The image above is Orange-Violet, a new acrylic collage on paper, 23" x 17", framed and hanging at Piante gallery in the Abstractions 2011 exhibition. 
Erma Bombeck: “Cleanliness is not next to godliness. It isn't even in the same neighborhood. No one has ever gotten a religious experience out of removing burned-on cheese from the grill of the toaster oven.” 

Friday, December 2, 2011

About a Meaningful Life

I was ready a few days ago to write about what “home” means to me but the inspiration waned when I didn’t set to it right away. I don’t remember what I was feeling about it then. That’s the key. I need to have some sense of the topic, otherwise I’ll bore myself and my readers. Painting is like that too. One needs to catch it before it passes by.

Something that stirs me now and again is the expression “a meaningful life”. I quoted here before the words of writer-psychiatrist Irvin Yalom who speaks of life’s “givens”: death, isolation, groundlessness, and meaninglessness. He offers a choice of certain stances: to be “resolute” or “engaged," or courageously defiant, or stoically accepting, or to relinquish rationality and, in awe and mystery to place one’s trust in the providence of the Divine.” And then, elsewhere, he says: “The question of the meaning of life is, as the Buddha taught, not edifying. One must immerse oneself in the river of life and let the question drift away.” 

A meaningful life is not, I think, easily defined as a happy one or a morally good one.
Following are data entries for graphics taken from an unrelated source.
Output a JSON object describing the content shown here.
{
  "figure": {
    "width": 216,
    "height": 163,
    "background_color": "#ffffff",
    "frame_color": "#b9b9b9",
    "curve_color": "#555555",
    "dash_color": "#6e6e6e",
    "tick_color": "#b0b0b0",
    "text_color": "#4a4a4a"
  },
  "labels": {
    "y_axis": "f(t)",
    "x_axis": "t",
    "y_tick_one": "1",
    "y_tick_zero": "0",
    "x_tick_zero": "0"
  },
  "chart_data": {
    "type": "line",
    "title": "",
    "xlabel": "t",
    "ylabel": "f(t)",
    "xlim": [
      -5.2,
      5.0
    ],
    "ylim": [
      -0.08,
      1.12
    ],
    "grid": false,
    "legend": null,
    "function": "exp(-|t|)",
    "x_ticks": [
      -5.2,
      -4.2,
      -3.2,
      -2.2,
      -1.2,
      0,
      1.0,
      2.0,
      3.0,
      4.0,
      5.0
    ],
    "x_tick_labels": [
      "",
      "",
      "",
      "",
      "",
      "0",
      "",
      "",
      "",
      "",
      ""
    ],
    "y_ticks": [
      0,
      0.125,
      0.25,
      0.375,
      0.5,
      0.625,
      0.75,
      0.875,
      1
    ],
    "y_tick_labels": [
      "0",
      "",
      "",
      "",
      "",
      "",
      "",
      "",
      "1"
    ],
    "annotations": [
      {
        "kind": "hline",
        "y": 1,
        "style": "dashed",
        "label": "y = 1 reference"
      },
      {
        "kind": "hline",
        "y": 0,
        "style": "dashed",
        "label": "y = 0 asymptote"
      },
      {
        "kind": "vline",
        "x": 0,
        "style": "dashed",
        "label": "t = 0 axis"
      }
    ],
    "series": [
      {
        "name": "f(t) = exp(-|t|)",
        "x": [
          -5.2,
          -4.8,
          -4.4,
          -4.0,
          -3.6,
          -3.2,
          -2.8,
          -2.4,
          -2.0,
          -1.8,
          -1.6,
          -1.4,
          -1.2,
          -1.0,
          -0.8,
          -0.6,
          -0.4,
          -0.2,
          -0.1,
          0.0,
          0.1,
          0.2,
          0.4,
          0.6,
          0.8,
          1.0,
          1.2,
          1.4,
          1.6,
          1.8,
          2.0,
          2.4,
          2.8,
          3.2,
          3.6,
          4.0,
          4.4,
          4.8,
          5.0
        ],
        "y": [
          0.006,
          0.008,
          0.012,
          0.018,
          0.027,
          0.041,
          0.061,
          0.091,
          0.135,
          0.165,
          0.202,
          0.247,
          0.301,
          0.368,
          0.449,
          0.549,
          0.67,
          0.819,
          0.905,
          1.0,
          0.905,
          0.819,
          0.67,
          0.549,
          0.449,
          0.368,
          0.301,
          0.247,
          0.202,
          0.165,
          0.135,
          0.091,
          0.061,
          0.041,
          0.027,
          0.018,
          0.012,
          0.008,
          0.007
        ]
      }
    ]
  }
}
Most of us (and I speak of this western culture) make consequential choices while very young, choices that inform our entire lives — about schooling, career or vocation, spouses, having children or not, about where to live and work. We might make big changes later, but it all adds up; it is our story. Some of us make such big mistakes in our youth that the potential for a fulfilling life is lost. Looking back at my own life it seems I made most choices as I floated along on that “river of life” and operated partly as I thought was expected of me and partly provoked by some romantic appeal, responding to life’s questions as they appeared. There was no general plan. So there was marriage, children and a teaching job and life away from the US. All very rewarding and enriching. It was not until I was in my mid-forties that I stopped one day and said (to myself) “Hey, wait a minute. This isn’t my life.” I suppose that maturity, responsibility and the beginning of self-awareness begin when we realize how fast our lives are happening. There just isn’t as much time as we thought there was. 

Dostoevsky said: “It seems, in fact, as though the second half of a man's life is made up of nothing but the habits he has accumulated during the first half.” A life altering decision or crisis in mid-life might be far better than to reach old age and feel that one missed out somehow. How sad that would be.

Is it this time of year when I read of the wackiness of Black Friday and Cyber Monday that my thoughts turn to meaning in life?

The image above is Red-Blue. It is a new, small (17" x 11") acrylic collage now hanging at the Piante Gallery in Eureka in the Abstractions 2011 exhibition.